Adding a farm pond to your property is probably the best thing you can do, short of building, to enhance the appraised value of your land, but the potential benefits to the landowner are far too valuable to express in terms of mere money.  If you have the right soil and location, you can provide yourself and your great-grandkids with food, recreation and beauty for lifetimes to come.

On the other hand, if your location isn’t right, you’ll be wasting machine-hire which can run $75 to $150 per hour and destroy part of the ecology of your place in the balance, so you’ll want to check your site carefully.

 SOIL QUALITY

Most important is the soil characteristics.  In order for your pond to hold water, your soil needs to contain enough clay.   To test this, dig a hole down through the brown to black top-soil into the sub-soil, which will be yellow or red in most locales.  Once you’ve dug down that far, pick up samples and squeeze the soil in your hands.  If it forms a firm ball that doesn’t crumble easily, then this will make good material for your dam core.  If the ball crumbles easily, then you'd probably be better off spending your pond-building money on something else.

TOPOGRAPHY

Obviously, you want a location where you can build the smallest dam that will do the job so an area where the topography forms as much of the sides of your pond as possible is best, but you also want the basin to be as wide and as flat as can be had.  Try to keep your dam under twenty feet high, so as to keep costs down.  Once you've flooded the area, you'll want there to be enough water depth to retard weed-growth.  

Look carefully at the drainage area above your proposed pond.  If the slope is fairly gentle then all you'll need is sod growing on your spill-way, but if the slope is great enough, it will require concrete.

Do NOT attempt to dam a flowing stream unless you are prepared to utilize prodigious amounts of concrete.  Continuously flowing water, even a small amount, can cause massive erosion in only a short time and small streams can become large torrents after a hard rain.  At any rate, if fish production is important to you, avoid building on any spring or stream that will cause the water to continuously flow over the spillway as this will bring problems of silt accumulation and weed control.  Also, spring-water flowing into the pond may lower the water temperature enough to hamper good fish production and growth.

DRAINAGE AREA

The size of the drainage area is also critical.  Most authorities suggest that the ratio of watershed area to pond surface area be about 10-15 to 1 if fish production is of prime importance.  (If the pond is to be used for irrigation or watering large numbers of animals, add accordingly to the drainage field.)

Avoid sites that drain barnyards, septic fields or roadways.

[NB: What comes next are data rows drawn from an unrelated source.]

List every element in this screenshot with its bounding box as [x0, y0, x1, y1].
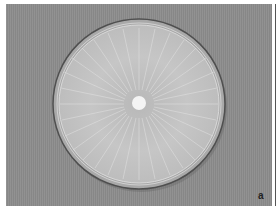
- inoculum-plug: [132, 96, 146, 110]
- petri-dish-illustration: [0, 0, 278, 212]
- panel-label: a: [258, 190, 264, 201]
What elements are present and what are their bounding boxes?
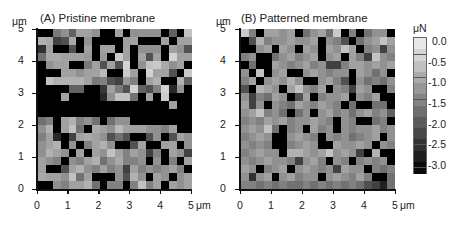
heatmap-cell [272,165,280,173]
heatmap-cell [92,85,100,93]
heatmap-cell [53,181,61,189]
heatmap-cell [100,45,108,53]
heatmap-cell [372,109,380,117]
heatmap-cell [138,101,146,109]
heatmap-cell [146,173,154,181]
heatmap-cell [153,181,161,189]
heatmap-cell [341,173,349,181]
heatmap-cell [153,45,161,53]
heatmap-cell [264,109,272,117]
heatmap-cell [387,61,395,69]
heatmap-cell [38,61,46,69]
heatmap-cell [46,45,54,53]
heatmap-cell [69,165,77,173]
heatmap-cell [138,149,146,157]
heatmap-cell [169,117,177,125]
heatmap-cell [333,165,341,173]
heatmap-cell [38,109,46,117]
heatmap-cell [38,165,46,173]
heatmap-cell [303,117,311,125]
heatmap-cell [100,37,108,45]
heatmap-cell [61,69,69,77]
heatmap-cell [138,165,146,173]
heatmap-cell [333,69,341,77]
heatmap-cell [61,157,69,165]
heatmap-cell [38,173,46,181]
heatmap-cell [264,29,272,37]
heatmap-cell [272,29,280,37]
x-tick-label: 2 [299,199,305,211]
heatmap-cell [161,53,169,61]
heatmap-cell [100,53,108,61]
heatmap-cell [69,85,77,93]
x-tick-label: 5 [188,199,194,211]
heatmap-cell [38,93,46,101]
heatmap-cell [279,181,287,189]
heatmap-cell [387,37,395,45]
heatmap-cell [249,157,257,165]
heatmap-cell [380,109,388,117]
heatmap-cell [310,181,318,189]
heatmap-cell [295,173,303,181]
heatmap-cell [279,37,287,45]
heatmap-cell [123,149,131,157]
x-tick-label: 4 [361,199,367,211]
heatmap-cell [100,109,108,117]
heatmap-cell [364,117,372,125]
heatmap-cell [318,61,326,69]
heatmap-cell [53,61,61,69]
heatmap-cell [333,85,341,93]
heatmap-cell [184,181,192,189]
colorbar-divider [414,54,426,55]
heatmap-cell [287,61,295,69]
heatmap-cell [138,125,146,133]
heatmap-cell [100,133,108,141]
heatmap-cell [349,37,357,45]
heatmap-cell [130,37,138,45]
heatmap-cell [184,77,192,85]
heatmap-cell [84,85,92,93]
heatmap-cell [380,141,388,149]
heatmap-cell [92,133,100,141]
heatmap-cell [53,125,61,133]
heatmap-cell [161,141,169,149]
heatmap-cell [279,69,287,77]
heatmap-cell [46,149,54,157]
heatmap-cell [61,133,69,141]
colorbar-label: -3.0 [428,159,446,171]
heatmap-cell [333,181,341,189]
heatmap-cell [107,117,115,125]
heatmap-cell [76,37,84,45]
heatmap-cell [310,101,318,109]
heatmap-cell [107,133,115,141]
heatmap-cell [387,69,395,77]
heatmap-cell [53,69,61,77]
heatmap-cell [279,141,287,149]
heatmap-cell [287,77,295,85]
heatmap-cell [303,157,311,165]
heatmap-cell [349,149,357,157]
heatmap-cell [184,125,192,133]
heatmap-cell [272,173,280,181]
heatmap-cell [310,85,318,93]
heatmap-cell [100,181,108,189]
heatmap-cell [84,69,92,77]
heatmap-cell [153,61,161,69]
heatmap-cell [364,149,372,157]
heatmap-cell [107,85,115,93]
heatmap-cell [272,157,280,165]
heatmap-cell [107,125,115,133]
heatmap-cell [69,101,77,109]
heatmap-cell [177,85,185,93]
heatmap-cell [356,85,364,93]
heatmap-cell [184,93,192,101]
heatmap-cell [177,101,185,109]
heatmap-cell [372,53,380,61]
heatmap-cell [310,117,318,125]
heatmap-cell [356,141,364,149]
panel-a-y-axis [36,28,38,190]
heatmap-cell [46,141,54,149]
heatmap-cell [310,29,318,37]
heatmap-cell [380,149,388,157]
heatmap-cell [107,101,115,109]
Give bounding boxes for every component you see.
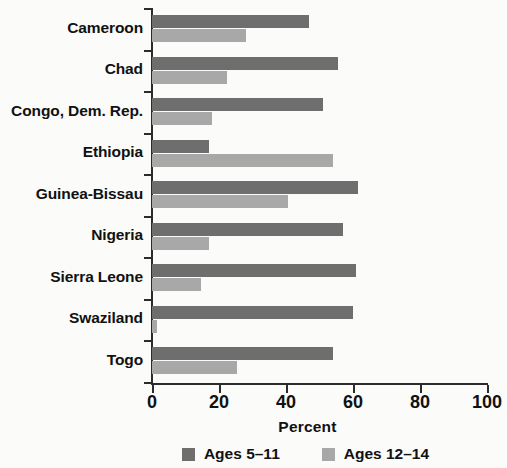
- legend-label-ages-5-11: Ages 5–11: [204, 445, 280, 463]
- bar-ages-12-14: [152, 112, 212, 125]
- category-label: Sierra Leone: [0, 268, 143, 286]
- legend-item-ages-12-14[interactable]: Ages 12–14: [322, 445, 429, 463]
- x-axis-tick-label: 100: [472, 392, 502, 413]
- bar-group: [152, 257, 487, 299]
- bar-ages-12-14: [152, 154, 333, 167]
- category-label: Congo, Dem. Rep.: [0, 102, 143, 120]
- bar-ages-12-14: [152, 237, 209, 250]
- bar-ages-5-11: [152, 347, 333, 360]
- bar-ages-5-11: [152, 15, 309, 28]
- category-label: Togo: [0, 351, 143, 369]
- x-axis-title-text: Percent: [278, 418, 336, 435]
- bar-ages-5-11: [152, 181, 358, 194]
- bar-ages-5-11: [152, 223, 343, 236]
- bar-ages-5-11: [152, 264, 356, 277]
- category-label: Chad: [0, 60, 143, 78]
- bar-group: [152, 174, 487, 216]
- category-label: Swaziland: [0, 309, 143, 327]
- legend-swatch-light: [322, 448, 335, 461]
- legend: Ages 5–11 Ages 12–14: [0, 445, 507, 463]
- category-label: Guinea-Bissau: [0, 185, 143, 203]
- bar-ages-5-11: [152, 57, 338, 70]
- y-axis-tick: [144, 50, 152, 52]
- y-axis-tick: [144, 174, 152, 176]
- bar-ages-12-14: [152, 71, 227, 84]
- bar-group: [152, 50, 487, 92]
- x-axis-tick-label: 80: [410, 392, 430, 413]
- bar-chart: CameroonChadCongo, Dem. Rep.EthiopiaGuin…: [0, 0, 507, 468]
- x-axis-title: Percent: [0, 418, 507, 436]
- bar-group: [152, 133, 487, 175]
- y-axis-tick: [144, 257, 152, 259]
- x-axis-tick-label: 60: [343, 392, 363, 413]
- bar-ages-12-14: [152, 195, 288, 208]
- category-label: Ethiopia: [0, 143, 143, 161]
- bar-ages-12-14: [152, 278, 201, 291]
- y-axis-tick: [144, 299, 152, 301]
- bar-group: [152, 216, 487, 258]
- bar-group: [152, 299, 487, 341]
- bar-ages-5-11: [152, 98, 323, 111]
- plot-area: [152, 8, 487, 383]
- y-axis-tick: [144, 91, 152, 93]
- bar-group: [152, 340, 487, 382]
- legend-label-ages-12-14: Ages 12–14: [344, 445, 429, 463]
- legend-item-ages-5-11[interactable]: Ages 5–11: [182, 445, 280, 463]
- legend-swatch-dark: [182, 448, 195, 461]
- y-axis-tick: [144, 340, 152, 342]
- bar-group: [152, 8, 487, 50]
- y-axis-tick: [144, 382, 152, 384]
- bar-ages-12-14: [152, 320, 157, 333]
- category-label: Cameroon: [0, 19, 143, 37]
- category-label: Nigeria: [0, 226, 143, 244]
- x-axis-tick-label: 40: [276, 392, 296, 413]
- x-axis-tick-label: 20: [209, 392, 229, 413]
- x-axis-line: [151, 383, 488, 385]
- bar-ages-12-14: [152, 361, 237, 374]
- bar-ages-12-14: [152, 29, 246, 42]
- bar-ages-5-11: [152, 140, 209, 153]
- bar-group: [152, 91, 487, 133]
- y-axis-tick: [144, 8, 152, 10]
- y-axis-tick: [144, 216, 152, 218]
- y-axis-tick: [144, 133, 152, 135]
- x-axis-tick-label: 0: [147, 392, 157, 413]
- bar-ages-5-11: [152, 306, 353, 319]
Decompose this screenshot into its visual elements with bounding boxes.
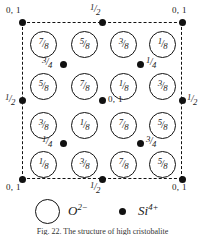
oxygen-atom: 7/8 <box>110 151 137 178</box>
silicon-height-label-upper-left: 3/4 <box>42 58 52 68</box>
oxygen-atom: 5/8 <box>149 112 176 139</box>
oxygen-height-fraction: 1/8 <box>39 160 49 170</box>
legend: O2− Si4+ <box>0 196 205 226</box>
oxygen-atom: 1/8 <box>71 112 98 139</box>
oxygen-atom: 3/8 <box>71 151 98 178</box>
silicon-atom-interior <box>137 140 144 147</box>
crystal-structure-figure: 7/8 5/8 3/8 1/8 5/8 7/8 1/8 3/8 3/8 1/8 … <box>0 0 205 235</box>
oxygen-atom: 7/8 <box>30 31 57 58</box>
oxygen-height-fraction: 3/8 <box>119 40 129 50</box>
silicon-height-label-lower-left: 1/4 <box>42 137 52 147</box>
silicon-height-label-lower-right: 3/4 <box>146 137 156 147</box>
edge-label-bottom-mid: 1/2 <box>90 183 100 193</box>
oxygen-atom: 5/8 <box>71 31 98 58</box>
oxygen-atom: 7/8 <box>71 73 98 100</box>
oxygen-height-fraction: 1/8 <box>80 121 90 131</box>
oxygen-atom: 1/8 <box>149 31 176 58</box>
corner-label-bottom-left: 0, 1 <box>6 183 21 192</box>
oxygen-height-fraction: 5/8 <box>39 82 49 92</box>
figure-caption: Fig. 22. The structure of high cristobal… <box>0 228 205 235</box>
silicon-atom-interior <box>60 140 67 147</box>
silicon-atom-corner <box>19 19 26 26</box>
corner-label-top-right: 0, 1 <box>172 6 187 15</box>
legend-silicon-icon <box>119 208 126 215</box>
silicon-atom-interior <box>137 61 144 68</box>
edge-label-mid-right: 1/2 <box>187 95 197 105</box>
silicon-height-label-upper-right: 1/4 <box>146 58 156 68</box>
silicon-atom-corner <box>179 19 186 26</box>
oxygen-height-fraction: 7/8 <box>119 121 129 131</box>
legend-silicon-label: Si4+ <box>138 203 159 217</box>
silicon-atom-edge <box>179 97 186 104</box>
oxygen-atom: 3/8 <box>149 73 176 100</box>
oxygen-height-fraction: 7/8 <box>39 40 49 50</box>
oxygen-height-fraction: 3/8 <box>39 121 49 131</box>
oxygen-atom: 3/8 <box>110 31 137 58</box>
silicon-atom-edge <box>99 19 106 26</box>
oxygen-height-fraction: 3/8 <box>158 82 168 92</box>
oxygen-height-fraction: 3/8 <box>80 160 90 170</box>
silicon-atom-edge <box>99 176 106 183</box>
corner-label-bottom-right: 0, 1 <box>172 183 187 192</box>
oxygen-atom: 7/8 <box>110 112 137 139</box>
oxygen-atom: 5/8 <box>30 73 57 100</box>
oxygen-height-fraction: 1/8 <box>158 40 168 50</box>
center-label: 0, 1 <box>108 95 123 104</box>
corner-label-top-left: 0, 1 <box>6 6 21 15</box>
legend-oxygen-icon <box>35 199 60 224</box>
edge-label-mid-left: 1/2 <box>5 95 15 105</box>
silicon-atom-edge <box>19 97 26 104</box>
oxygen-height-fraction: 5/8 <box>158 160 168 170</box>
edge-label-top-mid: 1/2 <box>90 5 100 15</box>
oxygen-height-fraction: 1/8 <box>119 82 129 92</box>
oxygen-height-fraction: 7/8 <box>119 160 129 170</box>
oxygen-height-fraction: 7/8 <box>80 82 90 92</box>
oxygen-height-fraction: 5/8 <box>80 40 90 50</box>
silicon-atom-center <box>99 97 106 104</box>
legend-oxygen-label: O2− <box>68 203 88 217</box>
oxygen-atom: 5/8 <box>149 151 176 178</box>
oxygen-height-fraction: 5/8 <box>158 121 168 131</box>
oxygen-atom: 1/8 <box>30 151 57 178</box>
silicon-atom-interior <box>60 61 67 68</box>
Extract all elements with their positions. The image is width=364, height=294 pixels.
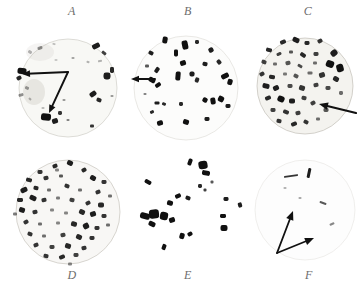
panel-label-f: F	[297, 268, 321, 283]
panel-f-micrograph	[0, 0, 364, 294]
figure-plate: A B C D E F	[0, 0, 364, 294]
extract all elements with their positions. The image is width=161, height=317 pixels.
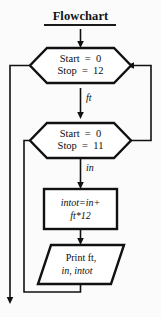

You can boost your drainage area with the use of diversion ditches, but these should be used judiciously.  It's more difficult to maintain a sod cover in many situations, especially at the ends of the ditch, and silt accumulation and erosion can quickly develop.

POND CONSTRUCTION

The machine of choice for pond-building is the bulldozer, although track loaders and even some wheel-loaders are used.  Most custom machine operators will charge from $50 to $100 per hour for a bulldozer, depending on the size of the machine.  In my area the typical machine is the Caterpillar D6 and the typical price is $75 per hour.